Babylon Sisters and Other Posthumans, by Paul Di Filippo
(Prime, 2002)
Little Doors, by Paul Di Filippo
(Four Walls Eight Windows, 2002)

Regular readers of my critical writings know by now that I greatly admire Paul Di Filippo's fiction, and 2002, with four new books appearing under his byline, has been a great year to indulge my passion for this quirky prosesmith's work. His novel A Mouthful of Tongues is possibly his greatest achievement yet, and probably the most ambitious and exciting SF novel of the year. His novella A Year in the Linear City saw him boldly and confidently strike out in a new — and rich — direction. And now, as the year draws to a close, two new collections — Babylon Sisters and Other Posthumans and Little Doors — appear.

Like all his previous collections, these are thematic books, spotlighting two different aspects of this versatile writer's output. While A Mouthful of Tongues and A Year in the Linear City showcased Di Filippo at the apex of his idiosyncratic creative energy, the two collections present a more conventional Paul Di Filippo.

Babylon Sisters and Other Posthumans concentrates on Di Filippo's hard SF. There are a few standout stories — most notably, the two excellent related stories, "A Thief in Babylon" and "Babylon Sisters", that reveal a strong (1960s) Samuel Delany influence — but on the whole this is a less daring collection than, say, Ribofunk, in which the author also dealt with posthuman concepts, but in a more formally engaging and exciting manner. For all the posthumanity of many of the characters here, the narration itself is very "pre-posthuman" — i.e., too mired in exposition from a narrative point of view that is too familiar and contemporary and that undermines the theme of posthumanity (again, contrast with the memetically dense Ribofunk, which made no concession to the world outside its biologically transformed and fluid universe). That said, this collection is more accessible and closer to the hegemonic narrative style of modern SF; it might prove to be more palatable to SF fandom than some of Di Filippo's more daring works.

Little Doors is a collection of Di Filippo's fantasy stories, many of which tend towards the satirical. Again, this is a very accessible book. It's a fun read, but unlike the author's more ambitious works, it does not linger as much in the imagination and there's not that thrilling sensation of encountering something bold and new. Nevertheless, many of these clever stories are imbued with the author's trademark postmodern flair; they are as much comments on various subgenres of fantastic fiction (and pastiches thereof) as they are examples of these subgenres. But the transgressive bite that characterizes Di Filippo's best fiction isn't so much in evidence. My favourite piece here — "The Short Ashy Afterlife of Hiram P. Dottle" — is a pitch-perfect pastiche of Will Eisner's classic comics series, The Spirit.

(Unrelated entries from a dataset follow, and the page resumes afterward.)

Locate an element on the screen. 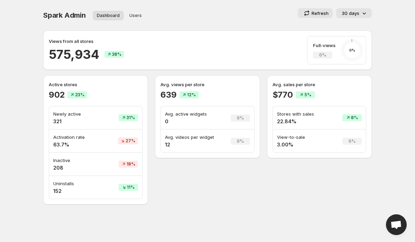  button: User management is located at coordinates (136, 16).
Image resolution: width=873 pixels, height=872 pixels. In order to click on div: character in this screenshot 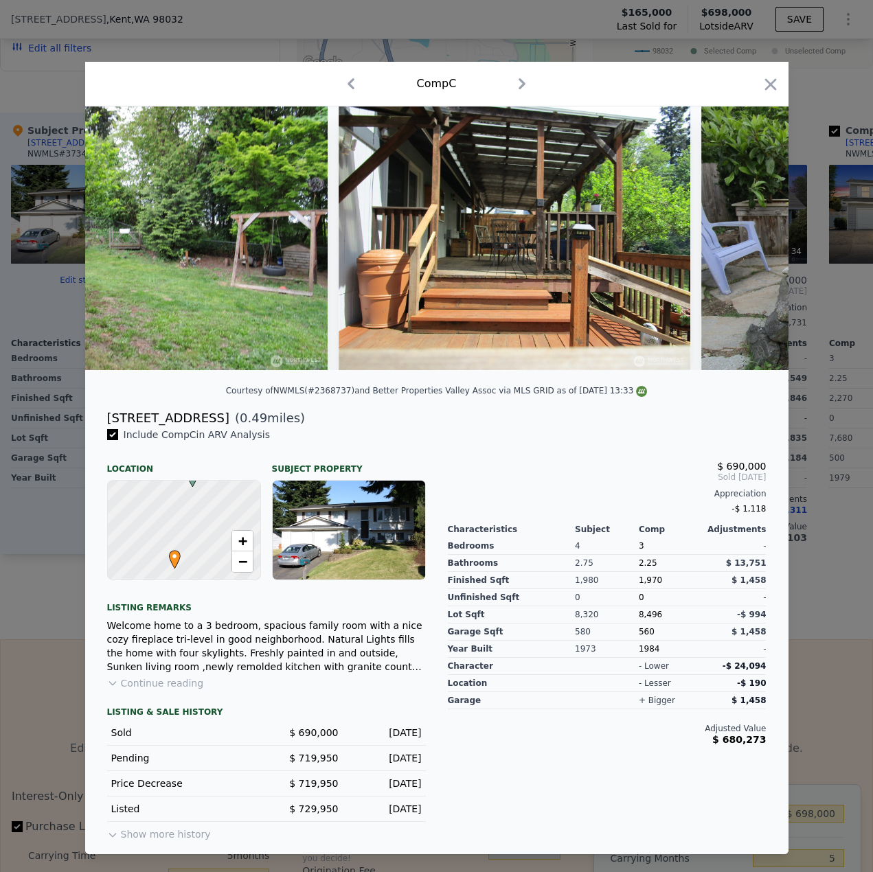, I will do `click(512, 666)`.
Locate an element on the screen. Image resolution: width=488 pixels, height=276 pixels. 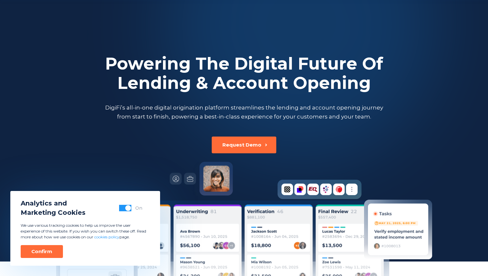
a: Request Demo is located at coordinates (244, 145).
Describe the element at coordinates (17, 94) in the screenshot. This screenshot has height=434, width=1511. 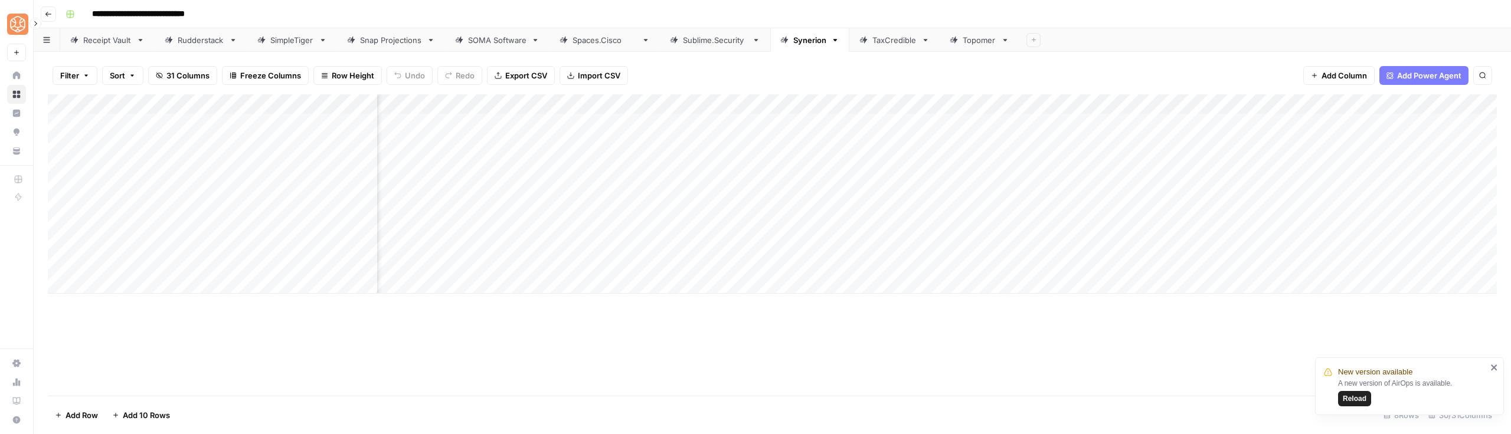
I see `a: Browse` at that location.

Of course, being such an assiduous reader of Di Filippo's fiction, I come to these collections with a set of expectations. The Di Filippo I crave is a transgressive and memetically challenging postmodern trickster. But, clearly, there's more (and sometimes less?) to Di Filippo than that. His multifaceted talent leads him to explore many avenues of fictional expression, not all of which will appeal equally to everyone.


To discuss this column, and genre fiction in general, visit Claude Lalumière's Critical Speculations on the TTA Press message boards.




Claude Lalumière is a columnist for Locus Online, Black Gate, and The Montreal Gazette.  Some of his recent publications include a critical essay on Paul Di Filippo's fiction and an interview with the author, both for Strange Horizons, and short fiction in The Book of More Flesh and Interzone.  He is coeditor (with Marty Halpern) of Witpunk: Stories with Attitude, forthcoming in April 2003 from 4 Walls 8 Windows. See lostpages.net for news and links to his online publications. Publishers: please send review material to 4135 Coloniale, Montreal, QC, Canada, H2W 2C2.